A Patient-Specific Pulmonary Arterial Tree Digital Twin to Extract Pulmonary Embolism Biomarkers

· Source: Takara TLDR - Daily AI Papers · Field: Health & Wellbeing — Clinical Care & Medical Practice, Medical Devices & Health Technology, Health & Medical Research · Depth: Advanced, medium

Summary

A new automated pipeline models a patient-specific pulmonary arterial tree as a digital twin to extract image-based biomarkers for pulmonary embolism (PE) characterization. This pipeline utilizes AI-generated binary masks of arteries, emboli, lungs, and lobes to create a directed graph representation of the arterial structure. It automatically calculates established severity scores, such as Qanadli and Mastora, and derives local artery-level features including morphological information, hierarchical position, clot volume, and resulting obstruction. Additionally, it provides global patient-level biomarkers like total embolic volume distribution by lobes and hierarchical levels. Validation against an existing pipeline, anatomical expectations, and manual severity score calculations demonstrated strong agreement, supporting its potential for rapid, precise assessment of thrombotic burden and spatial clot distribution in PE diagnosis.

Key takeaway

For clinical radiologists or emergency physicians assessing pulmonary embolism severity, this automated digital twin pipeline offers a rapid, precise alternative to time-consuming manual calculations and potentially unavailable blood biomarkers. You should consider integrating such AI-powered tools to streamline risk stratification and enhance diagnostic accuracy. This approach can improve patient management in acute cardiovascular syndrome cases by providing immediate, detailed information on thrombotic burden and spatial clot distribution.

Key insights

Automated digital twins of pulmonary arteries can rapidly quantify PE severity and clot distribution.

Principles

Method

The pipeline uses AI-generated binary masks to construct a directed graph digital twin of the pulmonary arterial tree, then extracts local and global image-based biomarkers, including automated Qanadli and Mastora scores.

In practice

Topics

Best for: Computer Vision Engineer, Research Scientist, AI Scientist, Domain Expert

Related on AIssential

Open in AIssential →

Editorial summary, takeaway, and curation by AIssential. Original article published by Takara TLDR - Daily AI Papers.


**Requirement**
Using the entries that follow, collect the lines where the word "series" appears.

─── Dataset records

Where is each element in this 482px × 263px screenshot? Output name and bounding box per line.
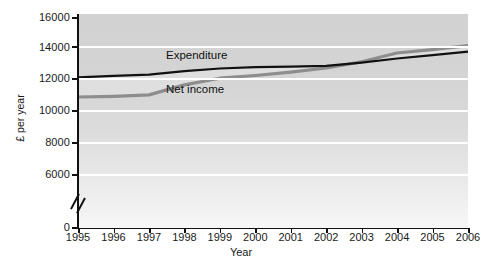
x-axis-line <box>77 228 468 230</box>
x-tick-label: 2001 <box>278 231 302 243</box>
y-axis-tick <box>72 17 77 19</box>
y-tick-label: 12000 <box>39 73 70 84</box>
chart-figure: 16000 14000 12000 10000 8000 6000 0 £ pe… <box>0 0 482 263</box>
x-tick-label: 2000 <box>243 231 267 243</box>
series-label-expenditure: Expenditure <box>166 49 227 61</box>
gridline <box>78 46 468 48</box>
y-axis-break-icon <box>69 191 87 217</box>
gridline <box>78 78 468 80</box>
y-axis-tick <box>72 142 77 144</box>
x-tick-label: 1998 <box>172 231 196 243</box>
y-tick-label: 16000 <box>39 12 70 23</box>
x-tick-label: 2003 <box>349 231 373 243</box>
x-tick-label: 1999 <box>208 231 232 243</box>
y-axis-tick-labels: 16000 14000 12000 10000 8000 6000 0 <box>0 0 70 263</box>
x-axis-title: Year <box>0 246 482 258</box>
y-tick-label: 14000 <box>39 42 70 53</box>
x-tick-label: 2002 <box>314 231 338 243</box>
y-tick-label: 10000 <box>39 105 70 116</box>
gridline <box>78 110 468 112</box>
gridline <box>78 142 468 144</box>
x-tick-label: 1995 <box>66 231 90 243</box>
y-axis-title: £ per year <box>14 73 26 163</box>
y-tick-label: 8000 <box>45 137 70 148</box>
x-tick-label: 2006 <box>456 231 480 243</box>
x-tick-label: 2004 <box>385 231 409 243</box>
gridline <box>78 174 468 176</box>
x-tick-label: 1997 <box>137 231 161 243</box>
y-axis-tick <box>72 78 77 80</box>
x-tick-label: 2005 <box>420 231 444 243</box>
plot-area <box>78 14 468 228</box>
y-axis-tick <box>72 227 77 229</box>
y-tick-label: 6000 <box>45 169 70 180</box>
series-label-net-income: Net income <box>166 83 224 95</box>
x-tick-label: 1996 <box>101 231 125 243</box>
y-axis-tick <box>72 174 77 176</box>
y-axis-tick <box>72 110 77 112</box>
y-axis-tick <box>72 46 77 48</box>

──────

**Output**
series-label-expenditure: Expenditure <box>166 49 227 61</box>
series-label-net-income: Net income <box>166 83 224 95</box>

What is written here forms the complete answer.